Filmmaker(s): Ben Affleck

As the Iranian revolution reaches a boiling point, a CIA 'exfiltration' specialist concocts a risky plan to free six Americans who have found shelter at the home of the Canadian ambassador.

Argo (2012)

Will’s Good Hunting

It has been a month since I have seen this and I am struggling to write a comment, because of what I know I will see in another CIA-supported movie: Bigelow’s movie about Bin Laden.

All movies bring history into the story, but movies ‘inspired by actual events’ take serious risks. My problem is not particularly about this movie. Oh, I’ve carried a prejudice against Affleck, because of his first film. As popular as it was, it got MIT wrong, NSA of the era wrong, and mathematical hunger wrong. Written by townies, it blew a tremendous opportunity. Both Damen and Affleck have done fine work since, and this one is surely a well made film. I am imagining that limiting himself to a 40 year old cinematic vocabulary, and relying on Clooney’s experience made it easier.

The problems are that movies of this kind are market-driven, which means we see what we want to see. When you combine that with political agenda, you can get into serious trouble. Bigelow signed a contract with the CIA allowing them control over what is shown, and they used that to promote the lie that torture worked. We don’t know what constraints Affleck is under; I assume they are inherited from the book which in turn would be constrained by the Agency.

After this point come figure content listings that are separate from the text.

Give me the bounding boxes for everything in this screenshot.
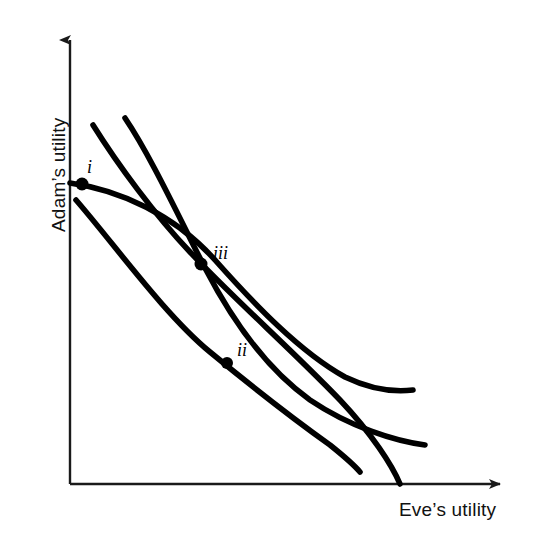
point-marker-ii <box>221 357 233 369</box>
x-axis-label: Eve’s utility <box>399 499 496 521</box>
curve-indifference-through-ii <box>76 200 360 472</box>
curve-indifference-through-iii <box>93 125 400 484</box>
curve-indifference-upper <box>125 118 425 445</box>
point-marker-i <box>76 178 89 191</box>
y-axis-label: Adam’s utility <box>48 32 70 232</box>
utility-possibility-frontier-figure: Adam’s utility Eve’s utility i iii ii <box>0 0 546 548</box>
point-label-ii: ii <box>237 340 247 361</box>
point-marker-iii <box>195 258 208 271</box>
point-label-iii: iii <box>213 243 228 264</box>
plot-canvas <box>0 0 546 548</box>
point-label-i: i <box>87 157 92 178</box>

In both cases (Bigelow and Affleck) the actual stories are engaging enough. Affleck didn’t have to insert all that last minute cliffhanger stuff. He didn’t have to make it seem that Canadians did little. He didn’t have to make up that stuff about Carter. There was no reason to omit the planning for the disastrous rescue mission for the hostages. He could have noted that the current president of Iran was a leader in the ‘student’ invasion. He might have introduced the reason the US was so tepid in its response, related to lost nuclear technology that is now in the news. I suppose all of these may have been ‘suggested’ by the Agency liaison.

Oh well.

I did like the narrative folding. Here we have a somewhat fake movie about a somewhat faker movie, the two woven together by the notion of manufactured stories. That main fold is obvious enough.

I also liked the insertions — not on the book — of the internal movie references. The first was the direct copy of sets and movements from ‘All the President’s Men,’ subtly establishing the work of the men we see as rushed creative discovery of the right story. That worked for me.

The second is the background thread about the man and his boy. Affleck’s character is separated from his son. The movie he is ‘working on’ is a film where a father goes into an exotic land to rescue his son. At the end, we see him miraculously restored to his family, with a storyboard artefact denoting the new narrative. It was a bit too obvious for me, but well crafted narrative folding.

Viewers may be interested in the actual movie. It was not a raw, discarded script that was developed. It was instead a well developed science fiction movie that failed to get financing. Because of the legal limbo, the Agency was able to appropriate it. It was a real movie, and one whose notions are also folded.

It was written by Roger Zelazny, a then best selling Scifi author whose gimmick was to appropriate a magical world from religion or the occult and stage a story within a simplified replica work built on the pre-existing cosmology. His ‘Lord of Light’ adopted Hindu notions for the purposes of body-sharing. It was the basis of the script which was to be the biggest budgeted movie of the era, filmed while a theme park was built in parallel. The notions of relative truth in religion, of mixed identities, of intrigue, of manipulated fabrication can be folded into the richness of viewing this if you know about it.

Posted in 2013

Ted’s Evaluation — 2 of 3: Has some interesting elements.